Similar strong criticism of the fire chief’s relationship with AMR came at the public meeting and afterward from firefighters and their union officials.

“There are some fraud aspects involved here,” fire Lt. Bill Jackman told the committee at the conclusion of a briefing about the overbilling by the fire chief and AMR executive Randy Strozyk.

Jackman cited a dozen examples where firefighters’ families have been overbilled by AMR, including one instance where a fireman was charged for expensive advanced life support treatment in an ambulance ride he didn’t make.

The FBI opened a fraud investigation several months ago and served a search warrant for ambulance records at the Fire Department’s headquarters, but charges never materialized, Jackman said.
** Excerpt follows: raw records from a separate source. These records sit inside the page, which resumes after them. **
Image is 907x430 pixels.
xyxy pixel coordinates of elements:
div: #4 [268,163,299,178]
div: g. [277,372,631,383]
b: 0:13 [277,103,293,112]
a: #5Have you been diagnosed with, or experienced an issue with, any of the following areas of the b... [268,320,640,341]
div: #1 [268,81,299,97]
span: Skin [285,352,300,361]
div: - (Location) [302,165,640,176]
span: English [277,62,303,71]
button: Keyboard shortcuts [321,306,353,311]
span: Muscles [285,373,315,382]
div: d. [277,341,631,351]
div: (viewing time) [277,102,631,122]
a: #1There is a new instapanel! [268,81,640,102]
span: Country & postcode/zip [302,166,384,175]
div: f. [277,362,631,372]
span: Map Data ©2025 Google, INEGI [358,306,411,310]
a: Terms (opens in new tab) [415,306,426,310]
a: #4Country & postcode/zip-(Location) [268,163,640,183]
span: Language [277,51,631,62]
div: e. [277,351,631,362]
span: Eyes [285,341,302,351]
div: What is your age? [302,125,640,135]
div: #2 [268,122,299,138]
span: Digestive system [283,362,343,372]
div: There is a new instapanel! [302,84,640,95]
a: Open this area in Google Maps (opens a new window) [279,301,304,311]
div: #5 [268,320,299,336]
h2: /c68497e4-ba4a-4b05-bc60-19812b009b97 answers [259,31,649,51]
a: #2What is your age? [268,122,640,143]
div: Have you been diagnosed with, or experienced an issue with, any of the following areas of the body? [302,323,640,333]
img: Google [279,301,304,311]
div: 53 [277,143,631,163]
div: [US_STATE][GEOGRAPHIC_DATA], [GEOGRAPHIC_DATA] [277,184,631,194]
There are reports that a Medicare fraud investigation currently is under way.

A class-action lawsuit was filed against AMR in December by three Spokane residents, who said they were overcharged.
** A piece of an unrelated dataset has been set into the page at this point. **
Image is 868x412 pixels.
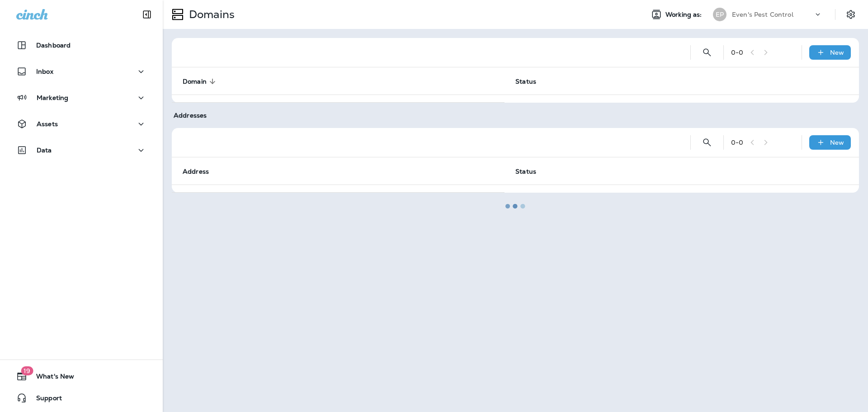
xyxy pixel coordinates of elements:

A total of 881 city residents were overbilled $38,853, and insurance companies paying the bills for an undisclosed number of other patients were overbilled $281,836. Williams wouldn’t say how many individuals were represented by those insurance overbillings.

“We made this mistake,” Strozyk told the committee. “There’s no doubt we’re going to be made to look pretty stupid by this.
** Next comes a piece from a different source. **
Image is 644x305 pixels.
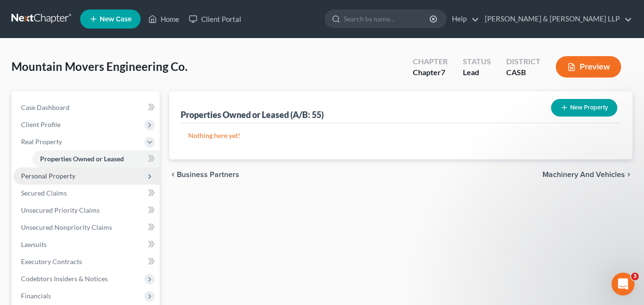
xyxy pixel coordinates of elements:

“I can say nothing more than, ‘I’m sorry,’ ” he said.

The AMR official said refund checks, ranging from 53 cents to $353, “were put in the mail today.”

Strozyk said the total amount of overbilling – $320,689 – represents only 1 percent of the revenue the ambulance company realized between 2003 and 2005 from its monopoly contract in the city of Spokane.

The contract gives the company a substantial presence in Spokane, allowing it to be the dominant ambulance provider in suburban areas, where its rates are governed only by Medicare reimbursement.

After saying he was embarrassed about the overbilling, Strozyk handed the committee a copy of AMR’s $225,000 external audit, conducted by an accounting firm in Denver, which examined 19,000 bills in the city of Spokane between January 2003 and last October.

Strozyk, based at the ambulance company’s regional office in Seattle, said AMR was billing all Spokane city patients at the more-expensive “advance life support” (ALS) rate.

Under the Spokane contract, the “basic life support” (BLS) rate is $358 and the ALS rate is $494. But if a city firefighter accompanies a patient to the hospital in an AMR ambulance, as often occurs, the company can only charge the lower $358 basic rate.

Under the contract, the city can seek a $1,000 fine for the first violation, $3,000 for the second and $5,000 for the third and any subsequent violation, Fire Chief Bobby Williams told the committee.

After the meeting, the fire chief wouldn’t disclose how many individual instances of overbilling were uncovered in a private audit paid for by AMR.

Williams said it will be a legal question whether to charge AMR for one violation, for the overall pattern of overbilling uncovered in the audit, or whether to seek multiple fines for each instance.

Williams requested the audit last June, but council members said they weren’t told until late last year when they began questioning details of the AMR contract.

“I believe there were some lies given to us today by Chief Williams,” an angry Councilman Apple said after Tuesday’s briefing.

Apple wondered, if the fire chief requested the audit last June, as he claimed on Tuesday, then why didn’t he disclose that late last year when the Public Safety Committee began raising questions about overbilling, excessive mileage charges and resupplying the ambulance company with medical supplies.

“There’s been a failure to provide information to the council and the citizens of this city by the fire chief,” said Apple.

“We’ve been taking these bills to Chief Williams and Chief Kness for five years, and they haven’t done anything about it,” said Lt. Greg Borg, president of Firefighters Local 29. “All they’ve done is give us blank stares.

“In our minds, there is some complicity between Chief Williams and Chief Kness and AMR,” the union president said.